We can take this idea even one more step further. Using per-environment feature flag behaviors, we
can control the behavior of the review app environment in any way that the production environment can
be controlled. This opens up the possibility of validating any combination.

Finally, since review apps are built and deployed from GitLab CI/CD, all the predefined CI/CD environment
variables are available to the deploy script. You could configure your application to use your
merge request ID (CI_MERGE_REQUEST_ID) as its unique ID for transaction tracing, tying transactions
in the system automatically to the appropriate GitLab merge request.

As you can see, there's a ton of potential for Progressive Delivery here

Review apps don't replace
the role of feature flags in a Progressive Delivery pipeline, but they provide an incredible
supplement that enables segmented validation in a completely new way. All in all, it's such an exciting time for
continuous delivery – there's so much innovation happening on the process and technology fronts, and I'm
certain we're only scratching the surface of where we're headed.

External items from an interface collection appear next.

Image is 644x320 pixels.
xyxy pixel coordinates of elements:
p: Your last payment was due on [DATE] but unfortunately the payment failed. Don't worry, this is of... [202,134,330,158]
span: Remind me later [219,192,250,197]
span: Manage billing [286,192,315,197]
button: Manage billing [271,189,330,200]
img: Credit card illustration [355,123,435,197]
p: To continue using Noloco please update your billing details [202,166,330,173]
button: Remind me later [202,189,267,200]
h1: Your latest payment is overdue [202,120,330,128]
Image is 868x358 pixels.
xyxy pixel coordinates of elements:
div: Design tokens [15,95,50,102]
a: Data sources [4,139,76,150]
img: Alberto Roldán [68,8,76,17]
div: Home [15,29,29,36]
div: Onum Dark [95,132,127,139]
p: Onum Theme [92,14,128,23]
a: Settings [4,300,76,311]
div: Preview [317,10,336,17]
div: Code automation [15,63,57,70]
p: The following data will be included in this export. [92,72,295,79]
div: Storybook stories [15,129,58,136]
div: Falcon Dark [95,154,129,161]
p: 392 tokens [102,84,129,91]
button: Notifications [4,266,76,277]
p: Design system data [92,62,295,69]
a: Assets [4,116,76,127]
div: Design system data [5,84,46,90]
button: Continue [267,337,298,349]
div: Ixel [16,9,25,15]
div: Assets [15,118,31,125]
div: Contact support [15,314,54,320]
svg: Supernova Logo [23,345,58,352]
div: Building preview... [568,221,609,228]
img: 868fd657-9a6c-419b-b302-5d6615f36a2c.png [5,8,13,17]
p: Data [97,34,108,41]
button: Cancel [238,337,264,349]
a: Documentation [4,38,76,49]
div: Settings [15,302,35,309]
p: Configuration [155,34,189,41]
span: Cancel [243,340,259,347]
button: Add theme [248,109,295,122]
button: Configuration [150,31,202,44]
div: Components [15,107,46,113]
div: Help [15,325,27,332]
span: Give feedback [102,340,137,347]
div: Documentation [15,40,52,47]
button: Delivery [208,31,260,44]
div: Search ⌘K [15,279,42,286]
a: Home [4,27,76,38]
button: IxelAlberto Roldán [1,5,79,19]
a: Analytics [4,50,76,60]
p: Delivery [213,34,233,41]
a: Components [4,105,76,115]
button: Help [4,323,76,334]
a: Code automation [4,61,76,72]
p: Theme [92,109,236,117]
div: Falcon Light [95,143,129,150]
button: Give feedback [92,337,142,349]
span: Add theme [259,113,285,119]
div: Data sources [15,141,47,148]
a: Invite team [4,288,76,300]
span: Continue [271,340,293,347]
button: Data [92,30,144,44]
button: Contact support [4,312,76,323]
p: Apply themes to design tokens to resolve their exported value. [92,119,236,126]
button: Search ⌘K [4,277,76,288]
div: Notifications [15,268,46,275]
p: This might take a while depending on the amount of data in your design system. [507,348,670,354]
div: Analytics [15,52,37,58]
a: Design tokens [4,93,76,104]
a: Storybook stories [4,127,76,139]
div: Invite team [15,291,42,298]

Review Apps is just one way GitLab CI/CD enables Progressive Delivery. Join us for our webcast Mastering continuous software development and learn how GitLab’s built-in CI/CD helps teams implement Progressive Delivery workflows, without the complicated integrations and plugin maintenance.

Watch the GitLab CI/CD webcast

If you have more ideas on how to use review apps even more effectively, or where you see the technology
evolving next, please share in the comments.